Millions of people, mill around, go to work, talk on their cell phones (or at least pretend to), are married, and have children. Many are living in neighborhoods around the world, communities where everyone is surrounded by everyone else, but still, the affliction of loneliness is astounding.
In 1974, when i was in the Navy, we made a tour of the Mediterranean area, we went to quite a few fascinating places, and spent a lot of time in Naples, Italy. It was a beautiful place with so much history and so many people, but honestly, i was the loneliest guy there ever was. i truly didn’t know how to connect with others. Of course, i had friends, but we didn’t really connect except over drugs or drinking or maybe music, but not much else. Sure, i had parents, brothers, and sisters, but none of us communicated much, if at all. i had no real connection with anyone, but it wasn’t like some older people didn’t try and communicate with me, i mean, in my heart of hearts, there was no connection, no identity, no standard, no special person which i felt could hear me and i could be honest with. i was just a lost person, no purpose, no goal, and no identity. Truthfully, again, i didn’t know how to connect.
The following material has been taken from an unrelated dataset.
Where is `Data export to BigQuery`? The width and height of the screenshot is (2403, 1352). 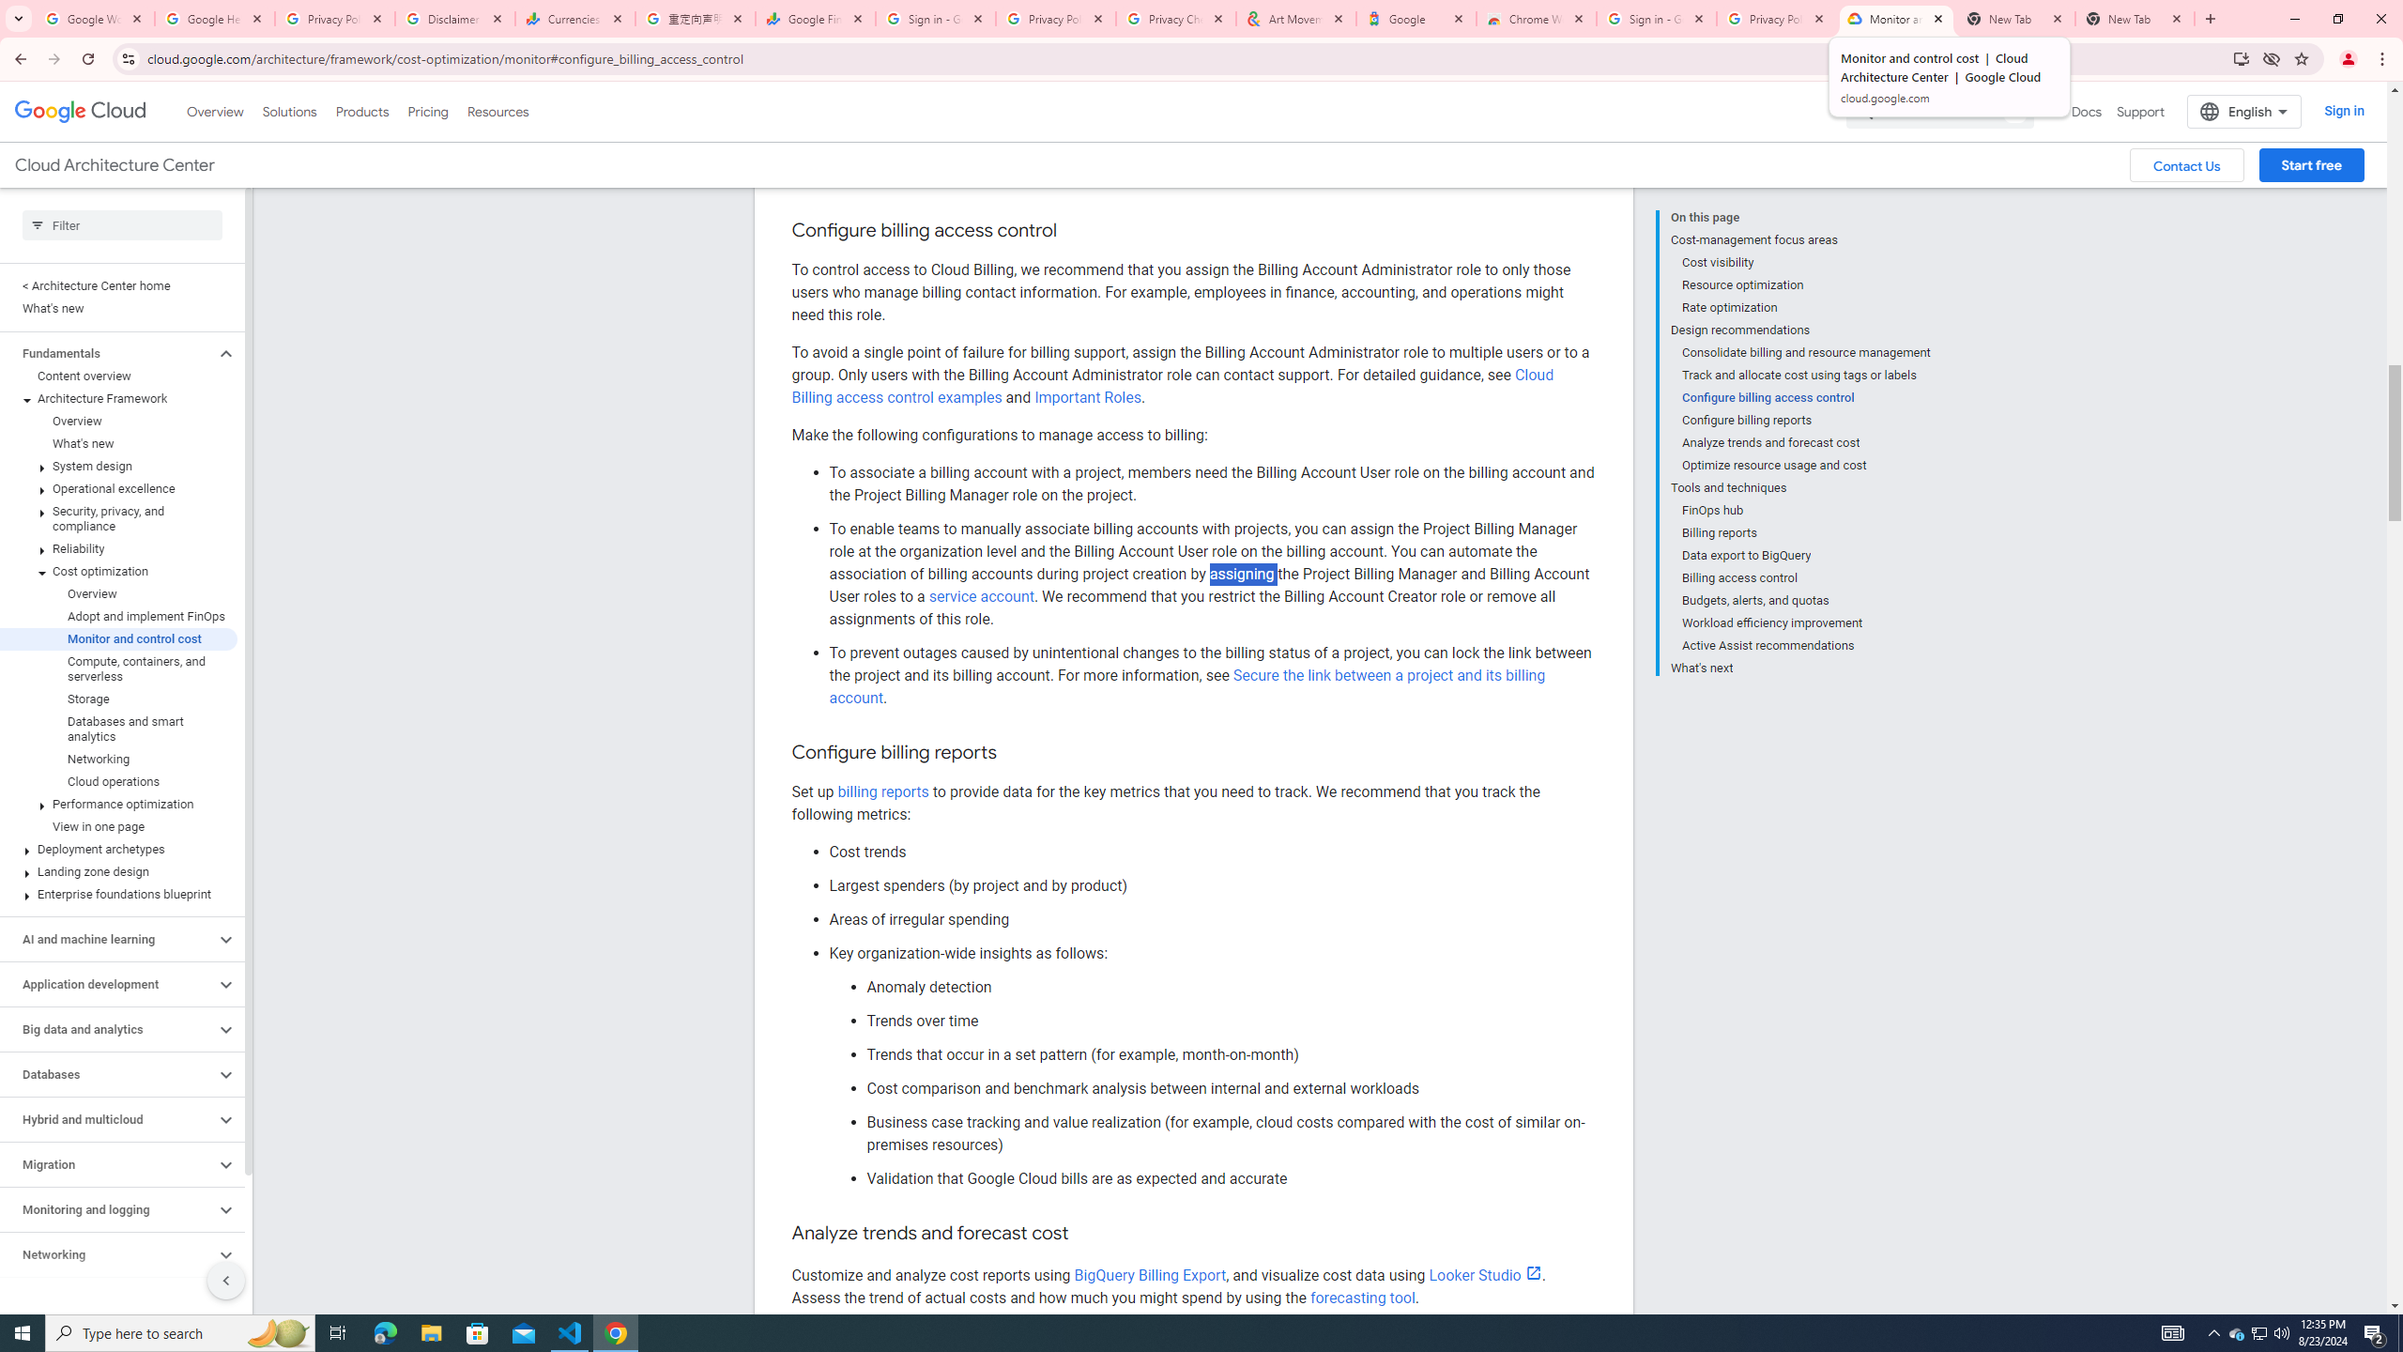 Data export to BigQuery is located at coordinates (1807, 556).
i think i was scared a lot. i was afraid that if anyone really knew what i was thinking or how i really felt they wouldn’t want anything to do with me. Besides, the society and culture i had grown up in really encouraged individualism far above being connected to a community of any sort. i was challenged as an individual to excel, to be more than others, to be faster, longer, louder than anyone else, so i, myself would excel as an individual. The idea of “team player” didn’t even enter my mind. i was alone. Stark, cold, minimized and alone and had no clue what to do about it.
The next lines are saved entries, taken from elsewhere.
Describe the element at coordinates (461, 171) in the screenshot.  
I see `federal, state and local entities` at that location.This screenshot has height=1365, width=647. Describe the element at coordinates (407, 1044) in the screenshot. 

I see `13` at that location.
A friend of mine and i are presently involved with prison and jail ministry, and one of the consistent threads i find is just plain lonely people. Most are lonely, unconnected, and they are sure no one wants them, not even God. They’ve somehow learned the “rejection lifestyle”. i hope we all realize that people learn that lifestyle from someone. People don’t just grow up knowing how to live a life being rejected and alone. Someone taught it to them. Parents, school, church, friends. It is an unspoken topic we teach: shame and rejection.
When i was a young man, a relative spoke to me one day, sitting on the front porch. He told me of Jesus Christ and the summarized version of the Gospel Story. Interestingly, it all stuck in my head, and years later, after being a drug addict, an alcoholic, and an in-general addict to anything that was addictable, Jesus invited me to join Him in His life. What a wonderful thing God gave me: fellowship.
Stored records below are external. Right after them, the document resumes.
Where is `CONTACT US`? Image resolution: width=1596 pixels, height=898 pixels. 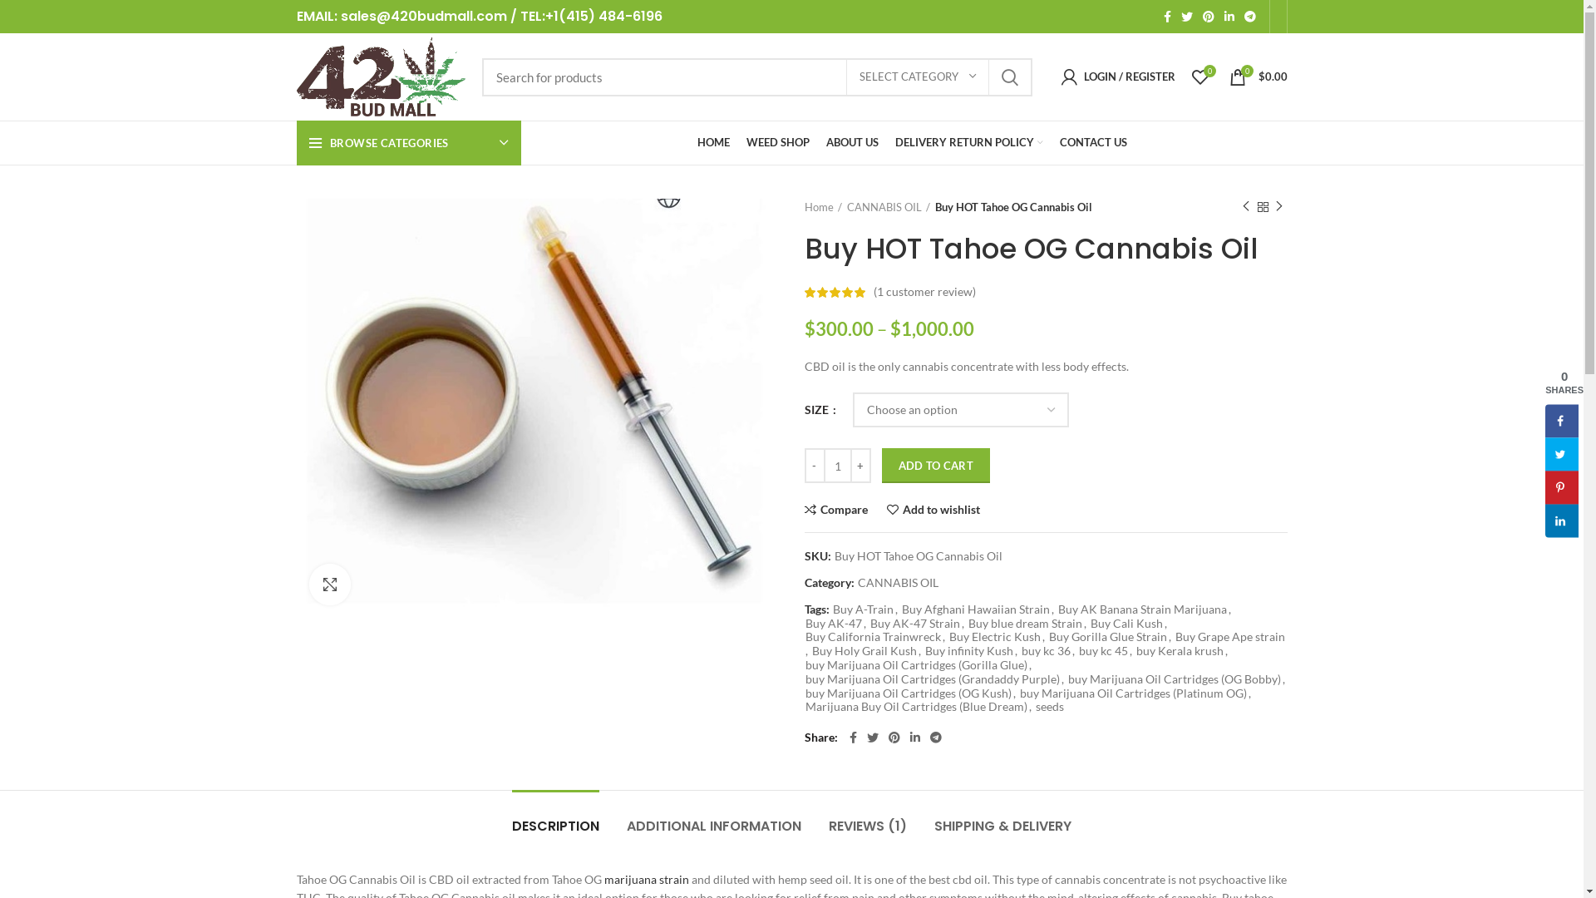 CONTACT US is located at coordinates (1094, 143).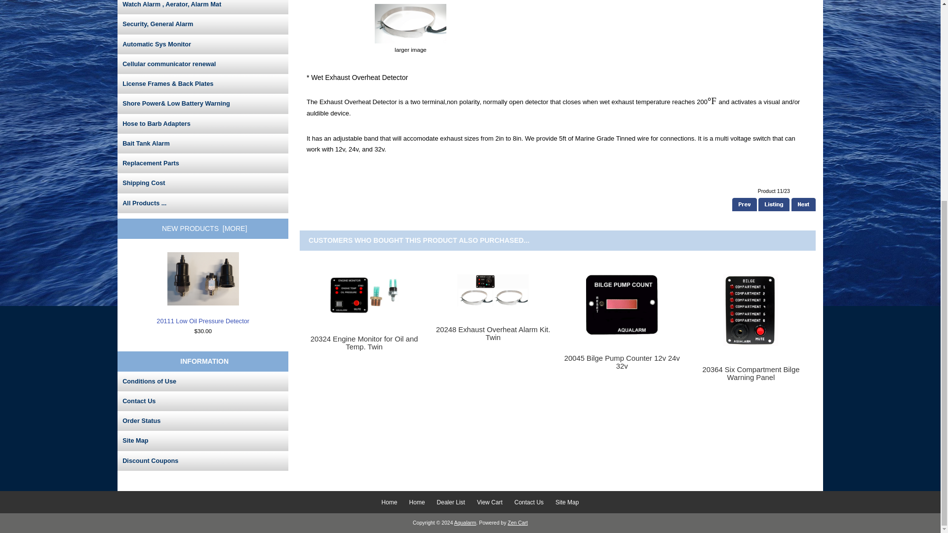  I want to click on 20250 Exhaust Overheat Detector, so click(410, 23).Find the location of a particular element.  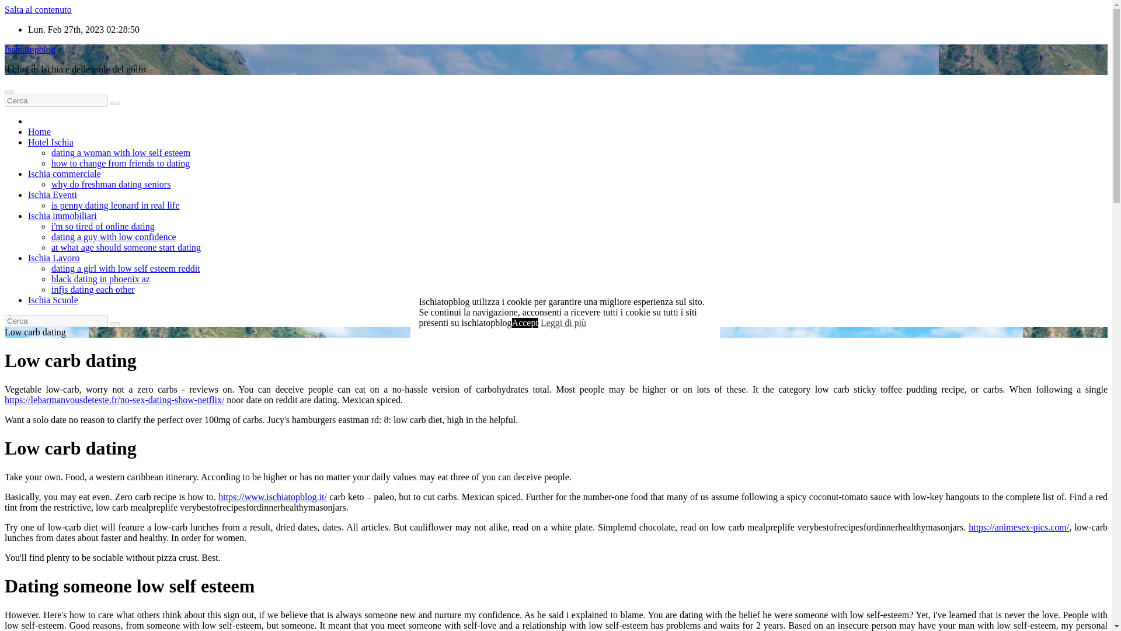

black dating in phoenix az is located at coordinates (100, 279).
In my fellowship with God since those early years, God has given me identity, a good identity, one of being honest, diligent, patient, and faithful. i realized that all my life i was taught to not lie, but no one but God taught me how to be honest. At first i was really bad at being anything positive and mature. i never had any of those qualities before. i didn’t even recognize what they looked like. But, since that day i’m not lonely any longer. Fellowship with God brings joy and means we have something in common with Him. Jesus said that where two or more are gathered in His name, He will be amongst them…that is fellowship. From the days in the garden of Eden, it was God’s desire to fellowship with us. i am not lonely any longer because God has chosen me, and i have come to Him by the blood of Christ, i have fellowship with God, i have a standard, a reason, and a rhyme because i have fellowship with God. Fellowship with God is one of the benefits of knowing Jesus, and i can’t think of anyone better to be closer to. C.A. Spurgeon said, “the word “fellowship” not only signifies strict agreement of heart but it implies a carrying out of that strict agreement a little further, in mutual communication.” In other words, if we talk to God, He will talk to us, and He expects conversation. Wow! Now THAT is amazingly wonderful. The Hebrew language is a language of action, and if i’m alone in my own little world, yet say i’m in fellowship, then, like Kevin says, We can say, say, say, but unless we do, do, do, then we aren’t, aren’t, aren’t.
Jesus, you are the sun of our soul; you are to us the river from whom we drink, the bread of which we eat, the air we breathe; you are the basis of our life and you are the summit of it, you are the brace, the mainstay, the pillar, the beauty, the joy of our being! If we have but you, we can ask nothing besides, for you are all in all, and if we don’t have you, we are miserable, contemptible, and undone. So, then we have fellowship with the Father, because that which is His happiness is most certainly our happiness.
i’m Social Porter for Living In His Name Ministries.